Aphids or greenfly are insects with an ordinary anatomy, but have an extraordinary life cycle.  The males and females die in the autumn once their eggs have been laid on various trees and shrubs. 

The eggs will survive in hibernation until they hatch in the spring and then tiny young aphids will feed by sucking the sap of new shoots with their piercing needle like mouthparts.  These young, called nymphs, are a miniature version of the adult but without developed reproductive organs.  There is no distinctly different larval stage in aphids.  Unusually, all of these young nymphs are female, no males or eggs will be seen again until autumn. Out of the batch of eggs some will be eaten by birds such a Long-tailed tits or Blue tits but only one egg is needed to start a colony.  It takes just a week before each nymph matures to an adult and then a further week for each adult to produce eighty offspring, all without mating, a process known as parthenogenesis or virgin birth.  Furthermore, each adult gives birth to live young, they are viviparous, no eggs are laid.

This ability to produce as many offspring as quickly as possible, continues throughout spring and summer, until the population becomes overcrowded or the plant becomes less nutritious.  Then another remarkable event happens.  Up to this point all the adults have been wingless, only now are winged adults produced which fly off to find a new food supply.  Why waste resources on producing wings when not yet needed, and those resources can be used instead to produce more aphids!  Sometimes aphids migrate to a new plant of the same species, e.g. the Oak aphid or to a more nutritious summer herbaceous host.  An example of the latter is the Black bean aphid which spends the spring on Spindle or Guelder rose and the summer on broad or runner beans.  To find new food aphids have the ability to migrate the length or breadth of Britain in a matter of days.  They are small, weak fliers but use this to their advantage.  At the hottest time of the day, they walk to the top of the plant and launch themselves in to the rising currents of hot air.  People in hot air balloons have noted that the main insects they see are aphids.  Where the aphids go now is random and depends on the movement of the wind.  At this time they are an important part of the diet of swallows, martins and swifts.  As the air cools the aphids coast downwards, landing at random but using their smell, sight and limited flying capabilities, to home in on their chosen host plant.  If unsuccessful, they repeat the process the next day.  Long, hot spells of summer weather help them to migrate and spread.  If on a herbaceous plant host then in the autumn when it is dying, their last migration will be back to their winter woody host.  Those that arrive now produce males and females which mate and lay eggs and the life cycle is repeated.

Throughout their life aphids damage crops by lowering yield and some species distort and damage young shoots as they feed.  They can also spread plant viruses which makes them our worst group of insect pests.  However, with over five hundred species of aphids in Britain, only a dozen or so are serious pests.  Aphids are important food for many animals including predatory insects such as ladybirds.  During the hot summer of 1976 there was a population explosion of aphids and then Seven spot ladybirds, but I have seen hardly any ladybirds this summer.  Anecdotally, I wonder whether aphids are less common.  Friend or foe I hope that these amazing insects are not in decline.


# [REQUIRED ACTION]
Keep the pictures out of your copy. Transcribe the records below exactly.

# [AVAILABLE DATA]

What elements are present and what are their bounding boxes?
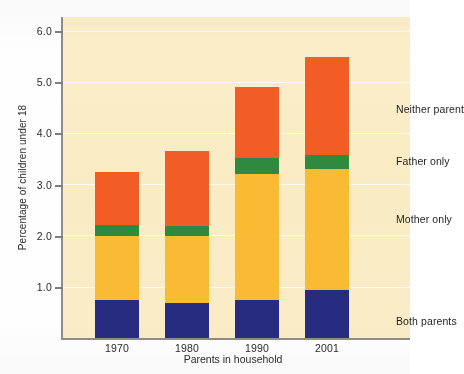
bar-segment-father-only (235, 158, 279, 174)
bar-segment-neither-parent (235, 87, 279, 158)
bar-segment-neither-parent (305, 57, 349, 155)
bar-segment-mother-only (305, 169, 349, 290)
bar-segment-mother-only (95, 236, 139, 300)
bar-1990[interactable] (235, 87, 279, 338)
y-tick-label-5: 5.0 (6, 76, 52, 88)
y-tick-mark (55, 287, 63, 289)
bar-segment-both-parents (235, 300, 279, 338)
bar-segment-mother-only (235, 174, 279, 300)
gridline (62, 82, 410, 83)
bar-segment-both-parents (95, 300, 139, 338)
y-tick-label-4: 4.0 (6, 127, 52, 139)
x-axis-line (61, 338, 410, 340)
bar-segment-both-parents (165, 303, 209, 338)
y-tick-mark (55, 185, 63, 187)
bar-segment-mother-only (165, 236, 209, 303)
bar-segment-both-parents (305, 290, 349, 338)
x-axis-title: Parents in household (118, 353, 348, 365)
bar-2001[interactable] (305, 57, 349, 338)
bar-1970[interactable] (95, 172, 139, 338)
bar-segment-neither-parent (165, 151, 209, 226)
bar-segment-neither-parent (95, 172, 139, 225)
y-tick-label-2: 2.0 (6, 230, 52, 242)
y-tick-mark (55, 133, 63, 135)
legend-item-neither-parent: Neither parent (396, 103, 464, 115)
y-tick-mark (55, 236, 63, 238)
bar-segment-father-only (165, 226, 209, 236)
legend-item-both-parents: Both parents (396, 315, 457, 327)
y-tick-mark (55, 82, 63, 84)
y-tick-label-3: 3.0 (6, 179, 52, 191)
y-tick-label-1: 1.0 (6, 281, 52, 293)
plot-area: Neither parent Father only Mother only B… (62, 17, 410, 338)
y-axis-line (61, 17, 63, 339)
y-axis-title: Percentage of children under 18 (17, 78, 28, 278)
legend-item-father-only: Father only (396, 155, 450, 167)
gridline (62, 31, 410, 32)
bar-segment-father-only (95, 225, 139, 236)
y-tick-label-6: 6.0 (6, 25, 52, 37)
y-tick-mark (55, 31, 63, 33)
bar-1980[interactable] (165, 151, 209, 338)
bar-segment-father-only (305, 155, 349, 169)
legend-item-mother-only: Mother only (396, 213, 452, 225)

# [TASK RESPONSE]
What elements are present and what are their bounding boxes?
bar-segment-father-only (235, 158, 279, 174)
bar-segment-neither-parent (235, 87, 279, 158)
bar-segment-neither-parent (305, 57, 349, 155)
bar-segment-mother-only (305, 169, 349, 290)
bar-segment-mother-only (95, 236, 139, 300)
bar-1990[interactable] (235, 87, 279, 338)
y-tick-label-5: 5.0 (6, 76, 52, 88)
y-tick-mark (55, 287, 63, 289)
bar-segment-both-parents (235, 300, 279, 338)
bar-segment-mother-only (235, 174, 279, 300)
gridline (62, 82, 410, 83)
bar-segment-both-parents (95, 300, 139, 338)
y-tick-label-4: 4.0 (6, 127, 52, 139)
x-axis-line (61, 338, 410, 340)
bar-segment-both-parents (165, 303, 209, 338)
y-tick-mark (55, 185, 63, 187)
bar-segment-mother-only (165, 236, 209, 303)
bar-segment-both-parents (305, 290, 349, 338)
x-axis-title: Parents in household (118, 353, 348, 365)
bar-2001[interactable] (305, 57, 349, 338)
bar-1970[interactable] (95, 172, 139, 338)
bar-segment-neither-parent (165, 151, 209, 226)
bar-segment-neither-parent (95, 172, 139, 225)
y-tick-label-2: 2.0 (6, 230, 52, 242)
y-tick-mark (55, 133, 63, 135)
legend-item-neither-parent: Neither parent (396, 103, 464, 115)
y-tick-mark (55, 236, 63, 238)
bar-segment-father-only (165, 226, 209, 236)
legend-item-both-parents: Both parents (396, 315, 457, 327)
y-tick-mark (55, 82, 63, 84)
y-tick-label-3: 3.0 (6, 179, 52, 191)
y-tick-label-1: 1.0 (6, 281, 52, 293)
plot-area: Neither parent Father only Mother only B… (62, 17, 410, 338)
y-axis-line (61, 17, 63, 339)
y-axis-title: Percentage of children under 18 (17, 78, 28, 278)
legend-item-father-only: Father only (396, 155, 450, 167)
gridline (62, 31, 410, 32)
bar-segment-father-only (95, 225, 139, 236)
y-tick-label-6: 6.0 (6, 25, 52, 37)
y-tick-mark (55, 31, 63, 33)
bar-1980[interactable] (165, 151, 209, 338)
bar-segment-father-only (305, 155, 349, 169)
legend-item-mother-only: Mother only (396, 213, 452, 225)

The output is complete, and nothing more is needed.